Updates to a public turbulence database system and applications to studying local features of the energy cascade
ORAL
Abstract
We describe updates to an open big-data system that houses large datasets from direct numerical simulations of fluid turbulence. The JHTDB (Johns Hopkins Turbulence Databases) has been operating for over a decade and has led to hundreds of peer-reviewed articles on turbulence. A new set of analysis tools based on Jupyter notebooks has been developed that enable direct access to subsets of the data based on the virtual sensors concept. These notebooks provide fast and stable operation on the existing turbulence data sets while enabling user-programmable, server-side computations. To date, the new data access tools have been tested mostly on the high Reynolds number, forced isotropic turbulence data set at a Taylor microscope Reynolds number of 1,300. We report on a novel analysis based on the Karman-Howarth-Monin-Hill (KHMH) equation, a generalization of the Karman-Howarth equation relating third-order velocity increment moments to the rate of viscous dissipation in the flow and separation length-scale. We explore various implications of Kolmogorov's refined similarity hypothesis (KRSH) that states that statistics in the inertial range conditioned on the locally averaged dissipation rate at that scale are universal. Conditional statistics of local third-order structure function evaluated from the dataset show good agreement with KRSH predictions. The ability to access local regions in vast amounts of turbulence data without the need to download entire datasets and the ability to perform the analysis near where the data reside have greatly enhanced the flexibility needed for the sort of exploratory analysis and results to be presented
–
Presenters
-
Charles Meneveau
Johns Hopkins University
Authors
-
Charles Meneveau
Johns Hopkins University
-
Hanxun Yao
Johns Hopkins University
-
Michael Schnaubelt
Johns Hopkins University
-
Alex Szalay
Johns Hopkins University
-
P.K Yeung
Georgia Institute of Technology, Georgia Tech.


◆ **ABOUT THIS EXERCISE**: Give the records again exactly. Pictures do not belong in the copy.

(Figure dataset records)
____________
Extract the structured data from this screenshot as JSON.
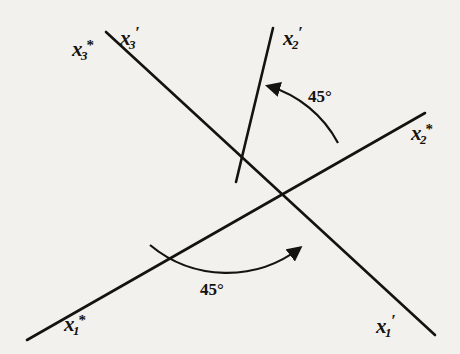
{
  "figure": {
    "background_color": "#f2f1ee",
    "ink_color": "#15130f",
    "origin": {
      "x": 236,
      "y": 182
    }
  },
  "axes": [
    {
      "id": "x3-star",
      "label_base": "x",
      "label_sub": "3",
      "label_mark": "*",
      "mark_kind": "star",
      "label_text": "x3*",
      "position": {
        "x": 72,
        "y": 38
      },
      "endpoint": {
        "x": 106,
        "y": 32
      }
    },
    {
      "id": "x3-prime",
      "label_base": "x",
      "label_sub": "3",
      "label_mark": "′",
      "mark_kind": "prime",
      "label_text": "x3'",
      "position": {
        "x": 120,
        "y": 24
      },
      "endpoint": {
        "x": 106,
        "y": 32
      }
    },
    {
      "id": "x2-prime",
      "label_base": "x",
      "label_sub": "2",
      "label_mark": "′",
      "mark_kind": "prime",
      "label_text": "x2'",
      "position": {
        "x": 283,
        "y": 24
      },
      "endpoint": {
        "x": 273,
        "y": 28
      }
    },
    {
      "id": "x2-star",
      "label_base": "x",
      "label_sub": "2",
      "label_mark": "*",
      "mark_kind": "star",
      "label_text": "x2*",
      "position": {
        "x": 411,
        "y": 122
      },
      "endpoint": {
        "x": 425,
        "y": 113
      }
    },
    {
      "id": "x1-star",
      "label_base": "x",
      "label_sub": "1",
      "label_mark": "*",
      "mark_kind": "star",
      "label_text": "x1*",
      "position": {
        "x": 64,
        "y": 313
      },
      "endpoint": {
        "x": 27,
        "y": 340
      }
    },
    {
      "id": "x1-prime",
      "label_base": "x",
      "label_sub": "1",
      "label_mark": "′",
      "mark_kind": "prime",
      "label_text": "x1'",
      "position": {
        "x": 376,
        "y": 312
      },
      "endpoint": {
        "x": 435,
        "y": 335
      }
    }
  ],
  "lines": [
    {
      "id": "x3-axis-line",
      "from": {
        "x": 106,
        "y": 32
      },
      "to": {
        "x": 435,
        "y": 335
      },
      "label_start": "x3* / x3'",
      "label_end": "x1'"
    },
    {
      "id": "x1-axis-line",
      "from": {
        "x": 27,
        "y": 340
      },
      "to": {
        "x": 425,
        "y": 113
      },
      "label_start": "x1*",
      "label_end": "x2*"
    },
    {
      "id": "x2-prime-line",
      "from": {
        "x": 273,
        "y": 28
      },
      "to": {
        "x": 236,
        "y": 182
      },
      "label_start": "x2'"
    }
  ],
  "angles": [
    {
      "id": "upper-angle",
      "value": "45°",
      "label_position": {
        "x": 308,
        "y": 88
      },
      "from_axis": "x2*",
      "to_axis": "x2'",
      "direction": "counterclockwise",
      "arrow_at": {
        "x": 263,
        "y": 85
      }
    },
    {
      "id": "lower-angle",
      "value": "45°",
      "label_position": {
        "x": 200,
        "y": 281
      },
      "from_axis": "x1*",
      "to_axis": "x1'",
      "direction": "clockwise",
      "arrow_at": {
        "x": 305,
        "y": 248
      }
    }
  ]
}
____________
◆ **EXPECTED ANSWER**:
Extract the structured data from this screenshot as JSON.
{
  "figure": {
    "background_color": "#f2f1ee",
    "ink_color": "#15130f",
    "origin": {
      "x": 236,
      "y": 182
    }
  },
  "axes": [
    {
      "id": "x3-star",
      "label_base": "x",
      "label_sub": "3",
      "label_mark": "*",
      "mark_kind": "star",
      "label_text": "x3*",
      "position": {
        "x": 72,
        "y": 38
      },
      "endpoint": {
        "x": 106,
        "y": 32
      }
    },
    {
      "id": "x3-prime",
      "label_base": "x",
      "label_sub": "3",
      "label_mark": "′",
      "mark_kind": "prime",
      "label_text": "x3'",
      "position": {
        "x": 120,
        "y": 24
      },
      "endpoint": {
        "x": 106,
        "y": 32
      }
    },
    {
      "id": "x2-prime",
      "label_base": "x",
      "label_sub": "2",
      "label_mark": "′",
      "mark_kind": "prime",
      "label_text": "x2'",
      "position": {
        "x": 283,
        "y": 24
      },
      "endpoint": {
        "x": 273,
        "y": 28
      }
    },
    {
      "id": "x2-star",
      "label_base": "x",
      "label_sub": "2",
      "label_mark": "*",
      "mark_kind": "star",
      "label_text": "x2*",
      "position": {
        "x": 411,
        "y": 122
      },
      "endpoint": {
        "x": 425,
        "y": 113
      }
    },
    {
      "id": "x1-star",
      "label_base": "x",
      "label_sub": "1",
      "label_mark": "*",
      "mark_kind": "star",
      "label_text": "x1*",
      "position": {
        "x": 64,
        "y": 313
      },
      "endpoint": {
        "x": 27,
        "y": 340
      }
    },
    {
      "id": "x1-prime",
      "label_base": "x",
      "label_sub": "1",
      "label_mark": "′",
      "mark_kind": "prime",
      "label_text": "x1'",
      "position": {
        "x": 376,
        "y": 312
      },
      "endpoint": {
        "x": 435,
        "y": 335
      }
    }
  ],
  "lines": [
    {
      "id": "x3-axis-line",
      "from": {
        "x": 106,
        "y": 32
      },
      "to": {
        "x": 435,
        "y": 335
      },
      "label_start": "x3* / x3'",
      "label_end": "x1'"
    },
    {
      "id": "x1-axis-line",
      "from": {
        "x": 27,
        "y": 340
      },
      "to": {
        "x": 425,
        "y": 113
      },
      "label_start": "x1*",
      "label_end": "x2*"
    },
    {
      "id": "x2-prime-line",
      "from": {
        "x": 273,
        "y": 28
      },
      "to": {
        "x": 236,
        "y": 182
      },
      "label_start": "x2'"
    }
  ],
  "angles": [
    {
      "id": "upper-angle",
      "value": "45°",
      "label_position": {
        "x": 308,
        "y": 88
      },
      "from_axis": "x2*",
      "to_axis": "x2'",
      "direction": "counterclockwise",
      "arrow_at": {
        "x": 263,
        "y": 85
      }
    },
    {
      "id": "lower-angle",
      "value": "45°",
      "label_position": {
        "x": 200,
        "y": 281
      },
      "from_axis": "x1*",
      "to_axis": "x1'",
      "direction": "clockwise",
      "arrow_at": {
        "x": 305,
        "y": 248
      }
    }
  ]
}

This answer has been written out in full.